Failure with compound requests and aio enabled
Christof Schmitt
cs at samba.org
Fri Sep 22 00:31:16 UTC 2017
On Thu, Sep 21, 2017 at 03:02:39PM -0700, Christof Schmitt wrote:
> On Thu, Sep 21, 2017 at 02:33:34PM -0700, Jeremy Allison wrote:
> > On Thu, Sep 21, 2017 at 12:54:15PM -0700, Christof Schmitt wrote:
> > >
> > > Thank you for the explanation, i was not aware of this bug. The testcase
> > > was extracting the Linux kernel source code from a tar file on a Mac
> > > client. The problem indeed only occurs on symlinks. The Samba server is
> > > configured with 'aio read size' and 'aio write size' set to 1, as files
> > > can be potentially migrated to offline storage and read/write calls can
> > > block until the data is available.
> > >
> > > Trying to understand how this breaks the spec: The client sends the
> > > CREATE-WRITE-CLOSE as a compound request. Then the server decides
> > > whether any of those requests are processed asynchronously. If that is
> > > the case, then the server may send an error back to the client:
> > >
> > > https://msdn.microsoft.com/en-us/library/cc246764.aspx
> > > If the NextCommand field in the SMB2 header of the request is not
> > > equal to 0, the server MUST process the received request as a compounded
> > > series of requests. The server MAY<215> fail requests in a compound
> > > chain which require asynchronous processing.
> > >
> > > https://msdn.microsoft.com/en-us/library/cc246805.aspx#Appendix_A_215
> > > <215> Section 3.3.5.2.7: In Windows Vista and Windows Server 2008, when
> > > an operation in a compound request requires asynchronous processing,
> > > Windows-based servers fail them with STATUS_INTERNAL_ERROR except for
> > > the following two cases: when a create request in the compound request
> > > triggers an oplock break, or when the operation is last in the compound
> > > request.
> > >
> > > Is that the correct reference to the spec? So i would assume that the
> > > client cannot know beforehand whether the server might try to process a
> > > request asynchronously, so the client has to react to the INTERNAL_ERROR
> > > and retry without compound requests?
> > >
> > > Interestingly the product behaviour note <215> also implies that newer
> > > versions do not send an error in this case.
> > >
> > > As this is a bug with existing clients: Would it make sense to have a
> > > similar check for SMB2 requests to not go async when they are part of a
> > > compound chain? This would be similar to the req_is_in_chain() check for
> > > SMB1 requests. I implemented that in the attached patches; any comments
> > > on that?
> >
> > Nice idea. Can you explain why you need the new bool in_compound_chain ?
> > Can't you use the existing compound_related bool ?
>
> compound_related is only set from the SMB2_HDR_FLAG_CHAINED flag, which
> is not set in the first request in the chain. The first request has
> SMB2_HDR_NEXT_COMMAND set instead. in_compound_chain would check both to
> mark all requests in the chain from the first to the last.
>
> Reading the spec again, i am also wondering whether the main check here
> should be only for the SMB2_HDR_NEXT_COMMAND field, as
> SMB2_HDR_FLAG_CHAINED is used to refer to "related" compound requests,
> but here we want to flag any compound request. Using only
> SMB2_HDR_NEXT_COMMAND then raises the question how to identify the last
> request in the compound where that field is 0.
Nevermind, i found a way. schedule_smb2_sendfile_read() already checks
smb2req->in.vector_count to determine whether the request is part of a
compound. I will reuse this check. Updated patch will follow.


__Description of the task__: The answer must be a single number: the count of lines in the listing that hold the string "roosevelt".

START Stored data

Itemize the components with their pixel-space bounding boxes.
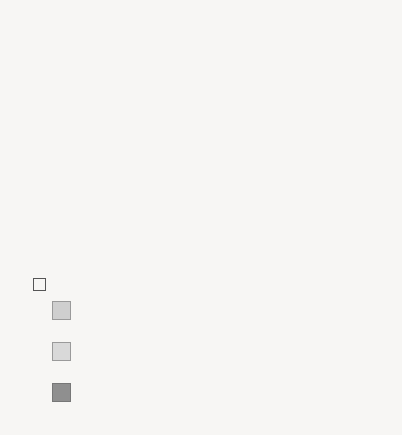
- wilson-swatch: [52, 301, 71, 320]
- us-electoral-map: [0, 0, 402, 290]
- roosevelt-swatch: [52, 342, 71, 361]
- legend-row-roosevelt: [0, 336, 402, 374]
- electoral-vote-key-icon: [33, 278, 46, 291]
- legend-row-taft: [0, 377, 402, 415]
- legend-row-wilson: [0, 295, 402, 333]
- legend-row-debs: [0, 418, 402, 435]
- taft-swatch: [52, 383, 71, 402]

END Stored data
START Stored data

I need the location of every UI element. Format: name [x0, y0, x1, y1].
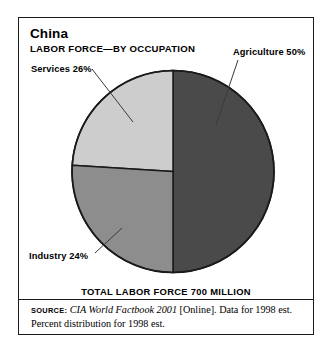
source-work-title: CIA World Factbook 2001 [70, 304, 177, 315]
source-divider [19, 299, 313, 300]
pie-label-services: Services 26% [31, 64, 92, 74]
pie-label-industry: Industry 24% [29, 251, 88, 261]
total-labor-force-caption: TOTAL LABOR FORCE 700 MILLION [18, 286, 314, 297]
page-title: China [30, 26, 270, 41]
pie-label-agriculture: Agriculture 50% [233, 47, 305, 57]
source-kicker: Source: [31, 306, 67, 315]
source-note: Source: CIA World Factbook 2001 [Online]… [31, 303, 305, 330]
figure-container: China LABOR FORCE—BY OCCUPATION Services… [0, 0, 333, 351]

END Stored data

__Your solution__: 2